NFS ports?

Bob Goodwin bobgoodwin at wildblue.net
Wed Jun 17 14:21:52 UTC 2009


Aldo Foot wrote:
> On Mon, Jun 15, 2009 at 4:01 PM, Bob Goodwin<bobgoodwin at wildblue.net> wrote:
>   
>>   It appears to me that NFS requires ports 111 and 2049, both of which
>>   I have opened in the firewall via firestarter.  But that doesn't
>>   seem to be enough, after struggling to make a connection  it also
>>   needed some high numbered ports, right now, 43509, but that changes
>>   from time to time. I have to keep checking the firestarter events
>>   log on both the server and client to see what needs to be opened. I
>>   usually block by defaullt and open only the ports needed. Perhaps
>>   that wont work with NFS?
>>
>>   If anyone can offer some suggestion I would appreciate it.
>>
>>   Bob
>>     
>
> Read the source[1] and eSearch for "nfs static ports". You'll
> get your answer by the time you're done reading.
>
> [1] http://www.redhat.com/docs/manuals/enterprise/RHEL-5-manual/Deployment_Guide-en-US/s2-sysconfig-nfs.html
>
> The key file is /etc/sysconfig/nfs.
>
> ~af
>
>   

I've spent some time fooling with the configuration. In each case it 
asks for an "unused" port number. So I simply collected a list of ports 
that worked from the Firestarter Events Log. As indicated "x=....." 
below, that seems a rather unscientific approach but it appears to work. 
Am I painting myself into a corner? I will probably want to access the 
server from my daughters Apple Mac's eventually!

The client command I'm using:  [root at box9 bobg]# mount.nfs 
box48:/home/NFS-files  /mnt/home -s

I have not been able to make nfs4 work however although it appears to be 
present in F-10?

Your help is much appreciated.

Bob

            The /etc/sysconfig/nfs may not exist by default on all
            systems. If it does not exist, create it and add the
            following variables (alternatively, if the file exists,
            un-comment and change the default entries as required):

            MOUNTD_PORT="x"        x=57886

                control which TCP and UDP port mountd (rpc.mountd) uses.
                Replace x with an unused port number.

            STATD_PORT="x"         x=52861

                control which TCP and UDP port status (rpc.statd) uses.
                Replace x with an unused port number.

            LOCKD_TCPPORT="x"      x=37277

                control which TCP port nlockmgr (rpc.lockd) uses.
                Replace x with an unused port number.

            LOCKD_UDPPORT="x"      x=39241

                control which UDP port nlockmgr (rpc.lockd) uses.
                Replace x with an unused port number.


## [AIM OF THE TASK]
From the line containing "Give bounding boxes" to the last line of the records below, repeat every line exactly and add nothing else.
[[ RECORDS open ]]
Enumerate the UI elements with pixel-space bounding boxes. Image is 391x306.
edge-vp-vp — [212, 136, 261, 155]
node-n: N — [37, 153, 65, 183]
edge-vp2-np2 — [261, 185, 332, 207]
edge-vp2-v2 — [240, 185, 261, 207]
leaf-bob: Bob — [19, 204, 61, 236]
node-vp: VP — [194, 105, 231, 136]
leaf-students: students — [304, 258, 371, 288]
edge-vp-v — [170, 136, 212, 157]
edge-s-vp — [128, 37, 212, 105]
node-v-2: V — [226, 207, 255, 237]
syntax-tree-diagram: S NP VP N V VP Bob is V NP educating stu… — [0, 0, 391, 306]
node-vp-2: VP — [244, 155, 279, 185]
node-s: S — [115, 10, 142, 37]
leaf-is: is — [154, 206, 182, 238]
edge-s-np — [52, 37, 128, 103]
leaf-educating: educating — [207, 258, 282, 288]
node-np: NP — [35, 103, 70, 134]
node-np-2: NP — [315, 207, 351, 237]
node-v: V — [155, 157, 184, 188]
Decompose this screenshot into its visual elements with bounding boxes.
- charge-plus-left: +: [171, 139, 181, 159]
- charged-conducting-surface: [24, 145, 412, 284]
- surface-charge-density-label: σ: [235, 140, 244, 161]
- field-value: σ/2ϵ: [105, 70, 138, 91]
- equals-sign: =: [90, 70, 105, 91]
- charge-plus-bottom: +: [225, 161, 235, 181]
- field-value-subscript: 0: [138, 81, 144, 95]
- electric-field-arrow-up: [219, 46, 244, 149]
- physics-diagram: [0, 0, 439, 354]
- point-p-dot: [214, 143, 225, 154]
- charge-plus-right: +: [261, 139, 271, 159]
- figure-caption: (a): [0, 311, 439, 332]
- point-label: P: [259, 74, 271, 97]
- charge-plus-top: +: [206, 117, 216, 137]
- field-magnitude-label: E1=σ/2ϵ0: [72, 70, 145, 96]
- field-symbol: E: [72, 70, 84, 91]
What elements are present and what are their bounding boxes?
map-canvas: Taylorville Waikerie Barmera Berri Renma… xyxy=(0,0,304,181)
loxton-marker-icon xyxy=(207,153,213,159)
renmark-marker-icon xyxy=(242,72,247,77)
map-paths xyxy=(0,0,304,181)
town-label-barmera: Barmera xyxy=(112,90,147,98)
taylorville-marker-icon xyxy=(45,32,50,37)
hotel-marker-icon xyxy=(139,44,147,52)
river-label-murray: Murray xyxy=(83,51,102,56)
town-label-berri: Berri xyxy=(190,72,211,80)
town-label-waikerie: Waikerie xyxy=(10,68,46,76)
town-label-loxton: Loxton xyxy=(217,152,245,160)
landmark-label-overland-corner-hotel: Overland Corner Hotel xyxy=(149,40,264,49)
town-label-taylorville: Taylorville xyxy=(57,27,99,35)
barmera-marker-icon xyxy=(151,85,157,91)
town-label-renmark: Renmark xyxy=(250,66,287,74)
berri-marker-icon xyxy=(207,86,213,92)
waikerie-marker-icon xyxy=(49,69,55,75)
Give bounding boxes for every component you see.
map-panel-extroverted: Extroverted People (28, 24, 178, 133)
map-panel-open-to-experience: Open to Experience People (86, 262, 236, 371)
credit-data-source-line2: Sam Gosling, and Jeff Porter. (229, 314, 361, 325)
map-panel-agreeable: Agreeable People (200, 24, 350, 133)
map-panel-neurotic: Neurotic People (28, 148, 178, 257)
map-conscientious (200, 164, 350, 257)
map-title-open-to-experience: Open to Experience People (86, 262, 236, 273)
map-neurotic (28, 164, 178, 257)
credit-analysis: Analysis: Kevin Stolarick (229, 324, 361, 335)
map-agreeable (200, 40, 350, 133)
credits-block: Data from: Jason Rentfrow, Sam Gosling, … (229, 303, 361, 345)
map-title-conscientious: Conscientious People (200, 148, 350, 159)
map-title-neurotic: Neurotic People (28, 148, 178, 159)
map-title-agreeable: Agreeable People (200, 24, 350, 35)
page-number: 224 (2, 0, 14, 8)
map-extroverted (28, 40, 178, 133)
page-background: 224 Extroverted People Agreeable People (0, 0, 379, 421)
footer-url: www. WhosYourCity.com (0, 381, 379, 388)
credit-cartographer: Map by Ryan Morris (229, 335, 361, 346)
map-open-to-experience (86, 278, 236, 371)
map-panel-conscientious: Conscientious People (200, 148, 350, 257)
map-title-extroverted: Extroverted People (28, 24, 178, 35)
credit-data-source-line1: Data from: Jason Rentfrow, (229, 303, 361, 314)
[[ RECORDS closed ]]
## [WRITTEN SOLUTION]
Give bounding boxes for every component you see.
map-panel-extroverted: Extroverted People (28, 24, 178, 133)
map-panel-open-to-experience: Open to Experience People (86, 262, 236, 371)
credit-data-source-line2: Sam Gosling, and Jeff Porter. (229, 314, 361, 325)
map-panel-agreeable: Agreeable People (200, 24, 350, 133)
map-panel-neurotic: Neurotic People (28, 148, 178, 257)
map-conscientious (200, 164, 350, 257)
map-title-open-to-experience: Open to Experience People (86, 262, 236, 273)
map-neurotic (28, 164, 178, 257)
credit-analysis: Analysis: Kevin Stolarick (229, 324, 361, 335)
map-agreeable (200, 40, 350, 133)
credits-block: Data from: Jason Rentfrow, Sam Gosling, … (229, 303, 361, 345)
map-title-conscientious: Conscientious People (200, 148, 350, 159)
map-title-neurotic: Neurotic People (28, 148, 178, 159)
map-title-agreeable: Agreeable People (200, 24, 350, 35)
page-number: 224 (2, 0, 14, 8)
map-extroverted (28, 40, 178, 133)
page-background: 224 Extroverted People Agreeable People (0, 0, 379, 421)
footer-url: www. WhosYourCity.com (0, 381, 379, 388)
credit-cartographer: Map by Ryan Morris (229, 335, 361, 346)
map-open-to-experience (86, 278, 236, 371)
map-panel-conscientious: Conscientious People (200, 148, 350, 257)
map-title-extroverted: Extroverted People (28, 24, 178, 35)
credit-data-source-line1: Data from: Jason Rentfrow, (229, 303, 361, 314)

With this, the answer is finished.